As if some order in the tumult of papers arrayed across his desktop might be disturbed, he delicately lifted one then another and peered under them. “What is that drive for you, an hour or better?”

“This time of year little over an hour.”

“Uh-huh.” He patted down his shirt, felt in his pants pockets. He called, “Raylene!” There was no answer from the outer office. “Goddamn it.” He picked up a page of paper and held it away from himself and stared at it, scowling.

“You know about Gload, then,” he said. “I mean you read his sheet and all that.”

“I did some, since we brought him in. I didn’t spend a lot of time on it.”

“You know there are cops in this town, hell, all over this state, that if they were to pull over John Gload by accident would just about piss their pants? I mean old-time bulls, old-time tough beat cops and sheriffs, sonsofbitches who have seen it all.”

Millimaki said, “Officer Dobek did seem a little on edge.”

The sheriff smiled grimly. “Not having been there, I can only guess that’s a decided understatement.”

“But I did hear that about Gload from somewhere, yes, sir.” He thought about the old man stiffly astride his chair in the cell and his slow careful trudging along the icy walks, as though afraid in falling he would shatter like crockery. “It’s hard to believe now.”
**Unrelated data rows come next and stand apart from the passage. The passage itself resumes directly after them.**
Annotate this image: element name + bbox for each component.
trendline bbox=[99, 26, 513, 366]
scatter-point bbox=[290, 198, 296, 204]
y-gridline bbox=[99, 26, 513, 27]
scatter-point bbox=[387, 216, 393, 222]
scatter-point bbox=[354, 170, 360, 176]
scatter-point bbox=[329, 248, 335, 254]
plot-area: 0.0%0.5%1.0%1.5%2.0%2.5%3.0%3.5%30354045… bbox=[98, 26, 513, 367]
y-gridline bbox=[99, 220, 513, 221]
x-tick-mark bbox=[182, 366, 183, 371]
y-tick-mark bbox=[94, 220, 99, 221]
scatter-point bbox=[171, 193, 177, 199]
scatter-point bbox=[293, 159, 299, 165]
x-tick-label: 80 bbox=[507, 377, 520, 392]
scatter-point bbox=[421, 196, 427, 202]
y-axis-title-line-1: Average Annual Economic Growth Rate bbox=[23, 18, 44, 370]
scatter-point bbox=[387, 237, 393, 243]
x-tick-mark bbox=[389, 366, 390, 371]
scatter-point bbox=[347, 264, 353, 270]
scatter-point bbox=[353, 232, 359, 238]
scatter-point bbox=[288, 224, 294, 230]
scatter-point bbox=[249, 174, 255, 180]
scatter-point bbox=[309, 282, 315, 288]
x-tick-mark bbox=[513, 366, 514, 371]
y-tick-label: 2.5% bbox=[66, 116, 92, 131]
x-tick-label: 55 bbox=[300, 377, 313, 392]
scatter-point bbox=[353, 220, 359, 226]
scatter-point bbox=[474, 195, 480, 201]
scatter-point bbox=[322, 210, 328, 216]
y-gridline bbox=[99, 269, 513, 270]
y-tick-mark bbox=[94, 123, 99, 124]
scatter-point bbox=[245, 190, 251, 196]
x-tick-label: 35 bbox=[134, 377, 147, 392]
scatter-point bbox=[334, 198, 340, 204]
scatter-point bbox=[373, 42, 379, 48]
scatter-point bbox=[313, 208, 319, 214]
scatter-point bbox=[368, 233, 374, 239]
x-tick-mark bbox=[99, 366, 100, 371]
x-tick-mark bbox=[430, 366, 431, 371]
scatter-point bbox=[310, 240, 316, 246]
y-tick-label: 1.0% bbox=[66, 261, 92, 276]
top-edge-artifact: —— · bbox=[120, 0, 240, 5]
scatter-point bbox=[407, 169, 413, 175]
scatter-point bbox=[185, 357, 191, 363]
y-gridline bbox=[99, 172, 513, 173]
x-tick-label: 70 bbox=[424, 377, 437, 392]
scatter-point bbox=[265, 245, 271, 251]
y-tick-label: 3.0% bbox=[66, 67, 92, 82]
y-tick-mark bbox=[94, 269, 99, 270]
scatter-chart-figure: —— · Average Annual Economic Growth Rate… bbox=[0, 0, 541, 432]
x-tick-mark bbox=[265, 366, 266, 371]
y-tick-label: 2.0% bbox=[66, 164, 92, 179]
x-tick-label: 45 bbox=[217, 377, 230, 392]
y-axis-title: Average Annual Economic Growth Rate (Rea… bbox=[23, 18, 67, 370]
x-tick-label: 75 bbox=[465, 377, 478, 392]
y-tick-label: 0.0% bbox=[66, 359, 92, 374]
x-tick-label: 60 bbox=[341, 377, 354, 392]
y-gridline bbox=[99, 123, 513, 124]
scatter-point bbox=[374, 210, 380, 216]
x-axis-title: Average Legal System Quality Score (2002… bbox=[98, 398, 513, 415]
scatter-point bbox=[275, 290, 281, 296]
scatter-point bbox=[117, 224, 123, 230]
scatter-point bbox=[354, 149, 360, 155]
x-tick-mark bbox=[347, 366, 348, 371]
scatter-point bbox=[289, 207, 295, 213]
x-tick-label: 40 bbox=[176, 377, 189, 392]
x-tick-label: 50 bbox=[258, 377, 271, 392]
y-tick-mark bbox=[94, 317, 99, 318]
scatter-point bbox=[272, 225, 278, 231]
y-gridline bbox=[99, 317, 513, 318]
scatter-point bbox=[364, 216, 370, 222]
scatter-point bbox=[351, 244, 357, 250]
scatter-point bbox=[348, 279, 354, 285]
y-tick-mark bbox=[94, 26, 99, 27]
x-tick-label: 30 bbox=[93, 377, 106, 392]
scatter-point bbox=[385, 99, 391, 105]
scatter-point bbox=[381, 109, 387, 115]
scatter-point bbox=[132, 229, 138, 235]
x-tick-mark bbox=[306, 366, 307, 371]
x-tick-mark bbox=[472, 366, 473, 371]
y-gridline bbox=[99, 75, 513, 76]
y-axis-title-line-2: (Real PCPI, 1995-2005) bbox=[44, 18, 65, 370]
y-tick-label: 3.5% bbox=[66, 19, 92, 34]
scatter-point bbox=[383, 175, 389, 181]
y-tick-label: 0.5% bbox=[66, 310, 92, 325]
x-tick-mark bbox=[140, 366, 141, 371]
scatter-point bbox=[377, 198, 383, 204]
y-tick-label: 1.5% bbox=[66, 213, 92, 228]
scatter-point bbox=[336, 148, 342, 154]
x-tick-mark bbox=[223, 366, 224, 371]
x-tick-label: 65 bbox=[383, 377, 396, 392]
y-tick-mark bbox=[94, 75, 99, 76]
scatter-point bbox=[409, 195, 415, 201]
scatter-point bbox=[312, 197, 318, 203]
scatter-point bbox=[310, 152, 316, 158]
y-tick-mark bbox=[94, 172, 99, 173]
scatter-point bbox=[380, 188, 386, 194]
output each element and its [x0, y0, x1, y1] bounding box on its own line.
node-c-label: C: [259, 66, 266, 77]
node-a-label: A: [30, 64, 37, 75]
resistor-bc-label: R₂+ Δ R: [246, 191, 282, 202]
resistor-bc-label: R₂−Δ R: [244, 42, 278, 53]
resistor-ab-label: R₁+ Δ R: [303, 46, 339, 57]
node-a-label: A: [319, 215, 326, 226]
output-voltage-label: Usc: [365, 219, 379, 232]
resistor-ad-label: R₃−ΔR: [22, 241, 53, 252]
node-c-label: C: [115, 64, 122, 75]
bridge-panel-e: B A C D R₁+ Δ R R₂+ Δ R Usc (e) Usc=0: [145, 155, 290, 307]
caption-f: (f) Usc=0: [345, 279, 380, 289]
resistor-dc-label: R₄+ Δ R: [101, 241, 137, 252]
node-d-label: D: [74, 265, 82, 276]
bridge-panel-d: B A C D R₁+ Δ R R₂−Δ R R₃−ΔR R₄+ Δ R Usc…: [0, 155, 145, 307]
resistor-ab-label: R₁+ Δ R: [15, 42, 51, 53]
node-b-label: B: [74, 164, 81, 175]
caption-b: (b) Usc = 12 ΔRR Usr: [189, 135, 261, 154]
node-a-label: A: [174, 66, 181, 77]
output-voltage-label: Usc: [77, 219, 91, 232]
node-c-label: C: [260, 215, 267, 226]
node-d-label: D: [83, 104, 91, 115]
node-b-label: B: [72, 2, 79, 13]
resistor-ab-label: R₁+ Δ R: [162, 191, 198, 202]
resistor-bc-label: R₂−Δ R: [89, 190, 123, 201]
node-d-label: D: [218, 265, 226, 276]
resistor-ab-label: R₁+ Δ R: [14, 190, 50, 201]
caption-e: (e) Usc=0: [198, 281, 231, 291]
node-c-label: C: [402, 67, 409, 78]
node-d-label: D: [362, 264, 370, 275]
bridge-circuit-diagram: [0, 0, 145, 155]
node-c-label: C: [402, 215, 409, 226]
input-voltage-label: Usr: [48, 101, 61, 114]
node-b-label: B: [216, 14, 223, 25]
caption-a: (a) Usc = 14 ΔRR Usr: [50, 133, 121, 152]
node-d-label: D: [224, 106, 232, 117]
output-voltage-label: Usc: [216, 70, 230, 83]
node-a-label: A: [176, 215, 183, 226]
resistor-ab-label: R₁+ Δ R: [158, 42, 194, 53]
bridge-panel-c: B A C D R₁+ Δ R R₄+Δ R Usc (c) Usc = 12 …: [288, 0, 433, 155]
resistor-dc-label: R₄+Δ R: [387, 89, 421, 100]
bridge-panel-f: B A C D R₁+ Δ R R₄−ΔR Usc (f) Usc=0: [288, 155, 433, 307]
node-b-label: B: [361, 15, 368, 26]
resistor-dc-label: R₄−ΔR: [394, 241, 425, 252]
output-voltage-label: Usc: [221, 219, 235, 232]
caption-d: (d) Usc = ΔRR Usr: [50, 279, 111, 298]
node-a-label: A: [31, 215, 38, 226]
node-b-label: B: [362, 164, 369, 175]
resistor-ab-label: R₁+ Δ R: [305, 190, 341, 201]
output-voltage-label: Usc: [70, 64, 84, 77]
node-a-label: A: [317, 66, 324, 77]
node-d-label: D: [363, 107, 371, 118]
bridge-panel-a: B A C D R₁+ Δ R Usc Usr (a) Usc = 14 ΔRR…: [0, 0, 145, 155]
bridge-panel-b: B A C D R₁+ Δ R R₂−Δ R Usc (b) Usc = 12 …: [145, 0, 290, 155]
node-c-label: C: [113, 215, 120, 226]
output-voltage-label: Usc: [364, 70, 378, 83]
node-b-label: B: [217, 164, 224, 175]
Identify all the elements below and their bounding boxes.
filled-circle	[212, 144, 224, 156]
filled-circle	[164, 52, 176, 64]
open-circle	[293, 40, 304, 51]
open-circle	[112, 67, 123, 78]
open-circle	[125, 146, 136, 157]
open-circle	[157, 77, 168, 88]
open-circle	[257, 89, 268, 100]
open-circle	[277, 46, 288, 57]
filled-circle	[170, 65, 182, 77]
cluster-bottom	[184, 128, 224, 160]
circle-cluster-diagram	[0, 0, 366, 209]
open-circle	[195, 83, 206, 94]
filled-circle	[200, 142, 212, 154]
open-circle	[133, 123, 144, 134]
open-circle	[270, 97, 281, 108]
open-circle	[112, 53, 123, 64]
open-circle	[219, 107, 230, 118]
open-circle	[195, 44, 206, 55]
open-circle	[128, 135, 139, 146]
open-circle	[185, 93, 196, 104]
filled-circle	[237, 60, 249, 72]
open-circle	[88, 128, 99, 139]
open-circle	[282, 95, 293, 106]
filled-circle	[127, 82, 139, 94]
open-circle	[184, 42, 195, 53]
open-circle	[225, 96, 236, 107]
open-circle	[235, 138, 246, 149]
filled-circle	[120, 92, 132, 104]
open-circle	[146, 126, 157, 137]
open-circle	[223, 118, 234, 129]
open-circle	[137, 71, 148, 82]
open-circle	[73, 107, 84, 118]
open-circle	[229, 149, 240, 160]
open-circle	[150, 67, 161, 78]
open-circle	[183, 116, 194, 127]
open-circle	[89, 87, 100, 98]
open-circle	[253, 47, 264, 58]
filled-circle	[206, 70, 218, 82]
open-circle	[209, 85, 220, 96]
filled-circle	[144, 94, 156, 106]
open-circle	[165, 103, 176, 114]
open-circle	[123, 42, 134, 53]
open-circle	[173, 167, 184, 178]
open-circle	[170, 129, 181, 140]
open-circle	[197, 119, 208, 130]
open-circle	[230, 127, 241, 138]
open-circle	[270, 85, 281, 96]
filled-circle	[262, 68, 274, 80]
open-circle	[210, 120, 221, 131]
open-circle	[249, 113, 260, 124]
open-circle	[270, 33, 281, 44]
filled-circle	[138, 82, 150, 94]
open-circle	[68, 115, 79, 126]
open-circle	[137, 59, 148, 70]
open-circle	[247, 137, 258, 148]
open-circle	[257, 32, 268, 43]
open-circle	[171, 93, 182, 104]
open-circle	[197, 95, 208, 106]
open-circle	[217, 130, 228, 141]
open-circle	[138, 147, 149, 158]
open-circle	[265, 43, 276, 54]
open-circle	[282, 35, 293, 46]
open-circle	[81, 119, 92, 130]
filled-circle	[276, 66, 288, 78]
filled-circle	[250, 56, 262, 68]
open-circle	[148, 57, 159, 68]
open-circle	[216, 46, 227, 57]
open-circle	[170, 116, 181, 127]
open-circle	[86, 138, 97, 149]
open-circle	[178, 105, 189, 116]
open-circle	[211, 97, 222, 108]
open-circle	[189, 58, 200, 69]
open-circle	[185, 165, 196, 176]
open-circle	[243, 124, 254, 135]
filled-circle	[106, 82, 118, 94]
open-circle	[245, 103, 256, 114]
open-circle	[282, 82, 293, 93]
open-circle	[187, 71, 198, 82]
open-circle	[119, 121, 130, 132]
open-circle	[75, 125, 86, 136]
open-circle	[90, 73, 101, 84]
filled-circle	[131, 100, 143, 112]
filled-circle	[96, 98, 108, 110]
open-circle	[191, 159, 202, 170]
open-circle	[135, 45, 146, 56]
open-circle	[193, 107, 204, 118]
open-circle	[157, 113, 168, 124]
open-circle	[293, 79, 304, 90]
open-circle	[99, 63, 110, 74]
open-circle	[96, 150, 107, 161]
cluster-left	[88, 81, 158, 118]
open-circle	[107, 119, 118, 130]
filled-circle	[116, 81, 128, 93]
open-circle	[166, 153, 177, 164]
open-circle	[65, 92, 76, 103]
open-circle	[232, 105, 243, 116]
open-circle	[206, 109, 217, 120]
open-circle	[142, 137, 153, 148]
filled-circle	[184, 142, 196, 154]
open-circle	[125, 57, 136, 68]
“Don’t be fooled by that smile, Val, or him being an old man. You’ve seen those hands. He could squeeze juice out of a stove log.”

“Yes, sir. That’s true.”

“Take his sheet home and look over it. Study it. Hell, it might help you get to sleep, though it’s more likely to make you lock all the doors and sit up with your gun in your lap. I think we might finally have him on this thing, but there are a lot of unanswered questions floating around with Gload’s name hanging off of them.”

He shuffled more papers, patted his pockets again front and rear. “Anyway, the shitty thing is this, Val. I’m keeping you on nights. For one thing that old man has a hard-on about Wexler but also he seems to like you. I don’t know what it says about you and maybe I don’t want to know. He hates cops. Just hates cops like all get-out. But he talks to you. If you could just keep your ears open or maybe even steer him around to talking about some of the shit you’ll read on his sheet.” As he spoke the sheriff was variously leaning back and hunching forward in an effort to read the print on the files and forms fanned across his desk. He said finally, “Well. It’s a long shot. We might be able to clear up some of these things that have been left unfinished since he showed up in this country. And that was a hell of a long time ago.”

“All right.”

The sheriff eyed Millimaki. “What the hell is it about you, anyway, and that old killer?”

Millimaki thought for a minute. His head felt fat and his stomach rolled dangerously and his eyes burned. “We talk about farming.”

The sheriff stared at him. “Farming.”

“Other stuff. But farming, yes, sir.”

“Well, I’ll be damned.” He waved Millimaki away and began running his hands beneath the papers on his desktop, feeling his pockets. “Would you please for the love of Christ ask Raylene when you go out if she’s seen my glasses anywhere?”